Rush, rush, rush. My life as a medical student hoping to go into emergency medicine meant I must see more patients per hour! Churn , churn, churn them through the ER. Which was why I was in agony at first, in what felt like the longest patient interview. I found myself impatient at my partner, at the world, at the clock for faltering so long with each step.
“I don’t know when I am going to die. I don’t care. I am just here.” Suddenly time stood still as everything clicked together. My hilarious patient who used humor as a coping mechanism was imprisoned at the VA. Although he was my father’s age, a hard life had worn down his exterior while a liver cancer was bubbling away his interior. An unusual familial breakdown as well as a bitter casting away of his treatment team led to this sad situation. There was literally no one left who cared about this patient except for the palliative care team. My fellow medical student and I took in his joking and his life story, and tried our best to be there for him.

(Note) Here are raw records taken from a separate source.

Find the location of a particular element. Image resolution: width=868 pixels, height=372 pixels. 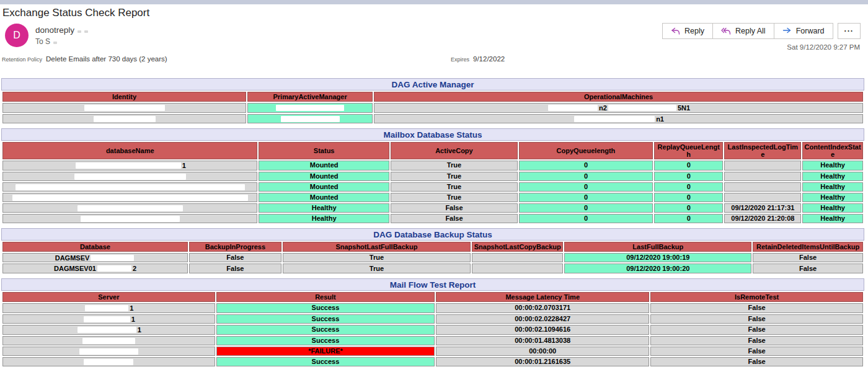

retention-policy: Retention Policy Delete Emails after 730… is located at coordinates (84, 59).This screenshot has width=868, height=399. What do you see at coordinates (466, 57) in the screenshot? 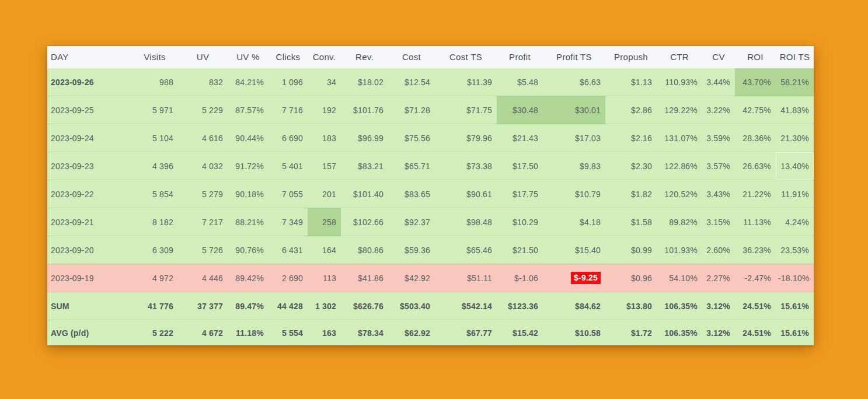
I see `column-header-cost-ts: Cost TS` at bounding box center [466, 57].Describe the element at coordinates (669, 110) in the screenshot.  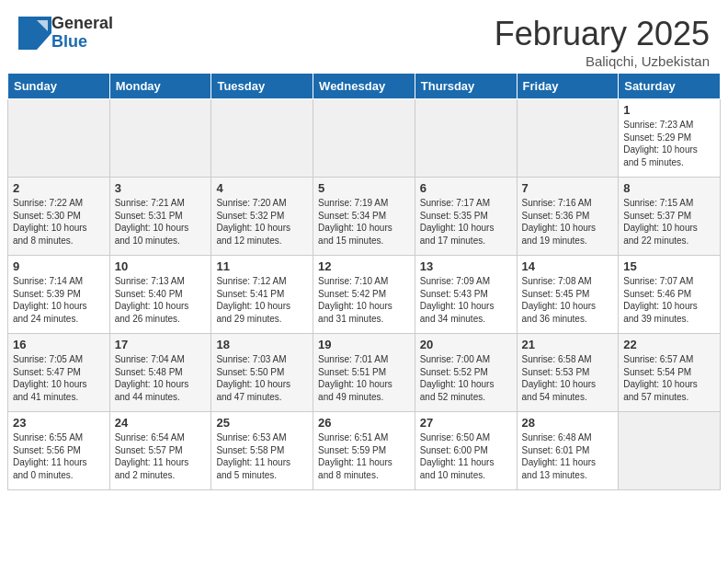
I see `day-number: 1` at that location.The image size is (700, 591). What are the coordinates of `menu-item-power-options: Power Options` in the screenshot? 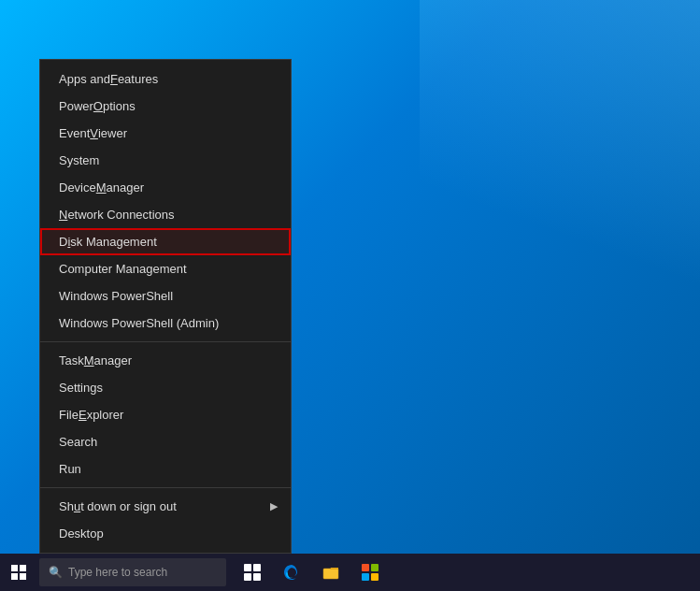 It's located at (165, 107). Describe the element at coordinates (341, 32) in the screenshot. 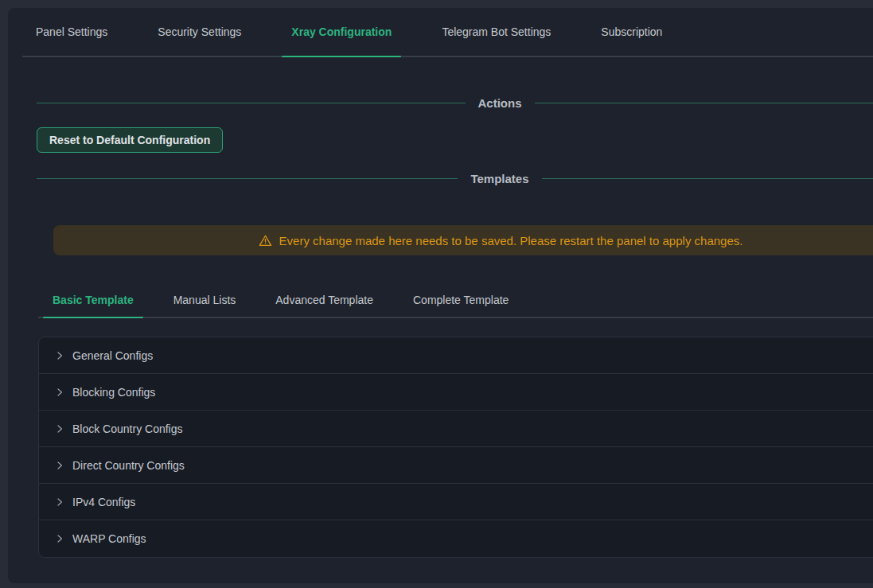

It is interesting that I was scheduled to come back to the VA for my palliative care assignment. My first patient at the VA as a student died before he could be transferred into the hospice unit here. Etiology, diagnosis, prognosis, treatment, follow up. Everything about that particular disease I learned in basic sciences twisted into grotesque reality as my first patient with intractable cancer passed away before my eyes before we could even place a consult. Time passed too quickly.

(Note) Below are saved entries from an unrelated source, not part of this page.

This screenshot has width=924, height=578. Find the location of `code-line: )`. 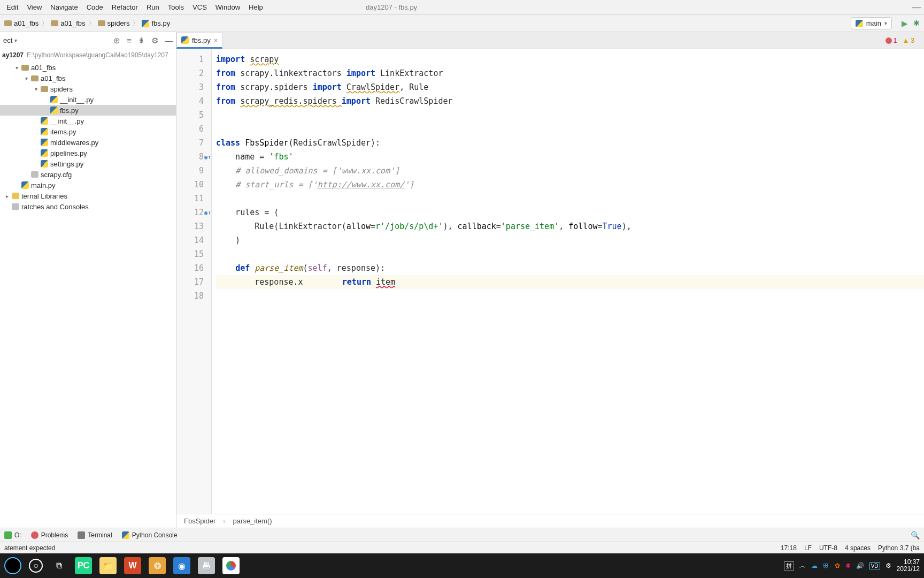

code-line: ) is located at coordinates (570, 240).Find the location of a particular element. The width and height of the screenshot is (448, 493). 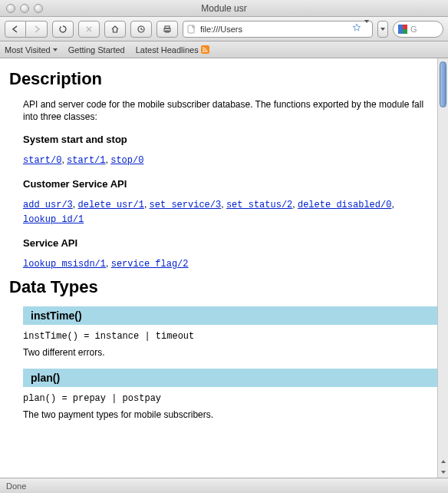

bookmark-star-icon is located at coordinates (357, 29).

Then, while on the psychiatry consult service, I met every patient who entered the hospice unit for their final days. Time passed too slowly then, as I tried to pry reason into my hours-long interview with demented patients trying to die in peace.

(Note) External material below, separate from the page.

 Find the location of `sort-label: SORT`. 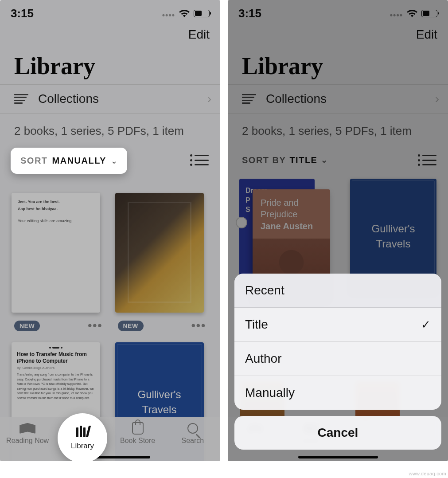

Fast forward to 1 week before my palliative care visit. The pinnacle of surgical technique rested in my trembling hands as I held a donor liver while transplant surgeon/gods quickly sealed it into a recipient. A once incurable cancer, stopped dead in its tracks with new life. Fast forward to my current patient- one who refused such a transplant. I tried to make sense of this decision. “They want me to be this perfect patient, to stop drinking and smoking, to take all these drugs. I don’t have time man! I want to do things my way, on my own clock. I want to live my own life.”
At the end of the interview, we thanked him for his time.